Goal of the exercise | Where in the listing does the string "size" appear? Copy every line that holds it.

Data |

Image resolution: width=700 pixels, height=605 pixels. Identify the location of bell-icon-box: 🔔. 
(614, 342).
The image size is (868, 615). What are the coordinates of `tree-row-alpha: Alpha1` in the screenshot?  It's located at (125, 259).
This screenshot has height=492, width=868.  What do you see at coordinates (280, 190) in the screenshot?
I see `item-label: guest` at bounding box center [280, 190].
==
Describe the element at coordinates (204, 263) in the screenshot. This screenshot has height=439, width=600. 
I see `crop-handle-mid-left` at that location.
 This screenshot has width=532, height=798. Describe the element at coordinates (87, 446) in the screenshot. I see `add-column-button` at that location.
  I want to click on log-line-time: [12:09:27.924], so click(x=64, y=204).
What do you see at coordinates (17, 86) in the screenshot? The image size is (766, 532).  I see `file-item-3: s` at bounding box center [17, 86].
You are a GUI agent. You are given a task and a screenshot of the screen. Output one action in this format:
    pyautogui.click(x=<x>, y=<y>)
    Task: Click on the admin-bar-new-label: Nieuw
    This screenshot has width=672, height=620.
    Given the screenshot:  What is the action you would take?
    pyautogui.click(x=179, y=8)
---
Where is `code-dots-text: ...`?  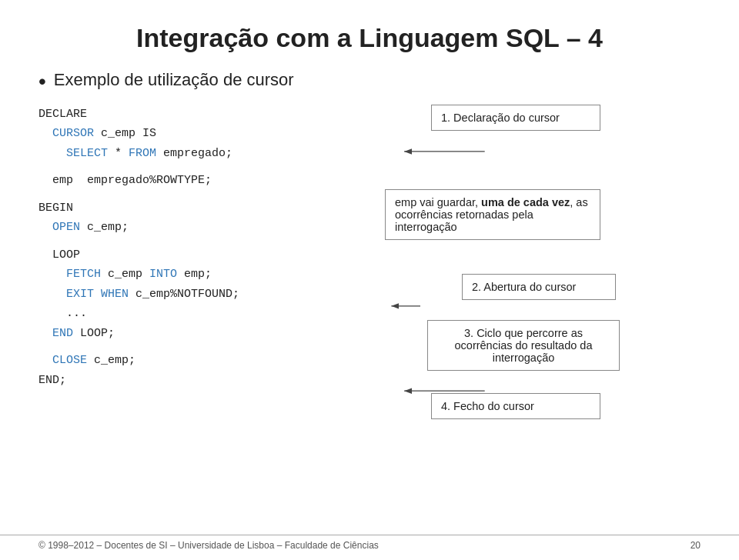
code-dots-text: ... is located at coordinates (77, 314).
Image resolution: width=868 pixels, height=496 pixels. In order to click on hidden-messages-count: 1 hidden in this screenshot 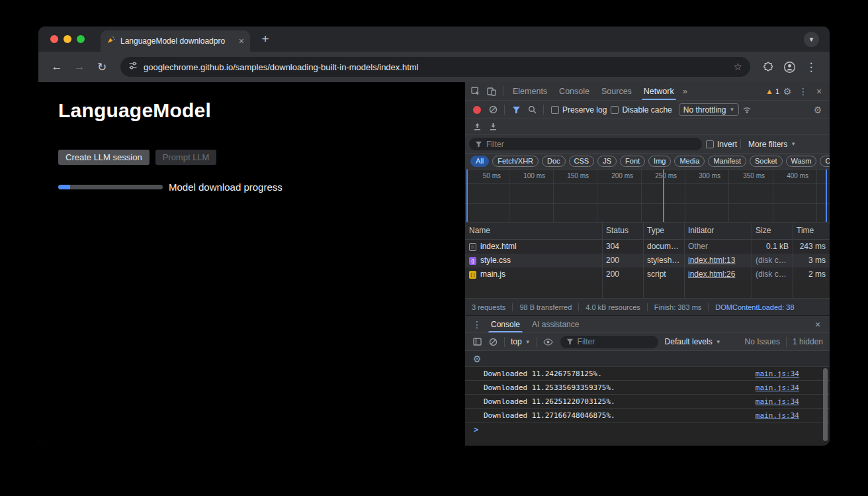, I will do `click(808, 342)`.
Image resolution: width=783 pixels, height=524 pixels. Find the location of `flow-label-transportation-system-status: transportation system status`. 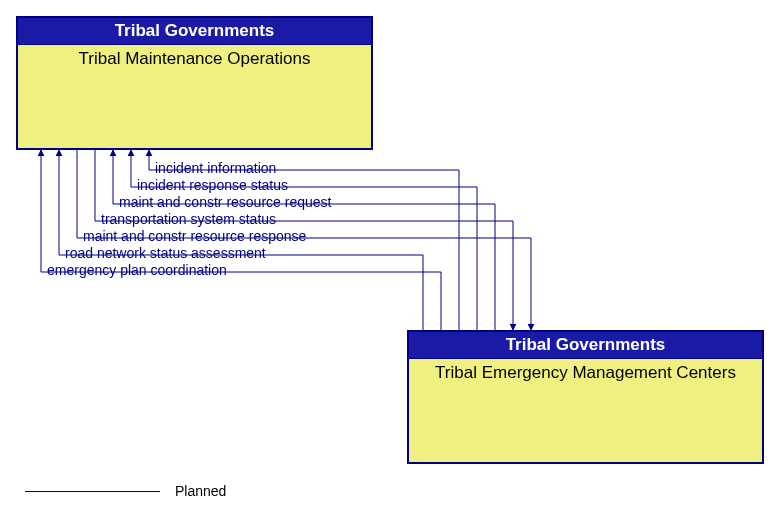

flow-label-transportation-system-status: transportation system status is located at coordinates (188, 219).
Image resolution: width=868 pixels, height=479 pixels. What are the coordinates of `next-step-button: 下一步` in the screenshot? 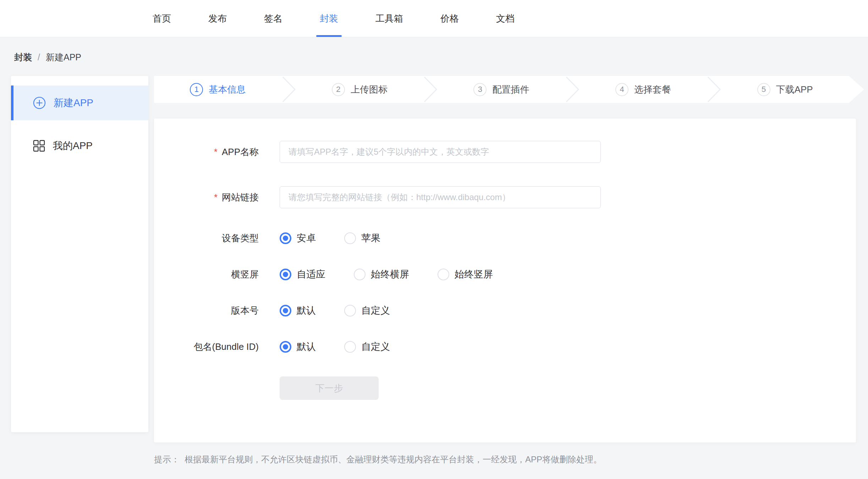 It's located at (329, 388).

Answer section |
The image size is (868, 615). What are the coordinates of `tree-row-alpha: Alpha1` in the screenshot?  It's located at (125, 259).
What do you see at coordinates (17, 86) in the screenshot? The image size is (766, 532).  I see `file-item-3: s` at bounding box center [17, 86].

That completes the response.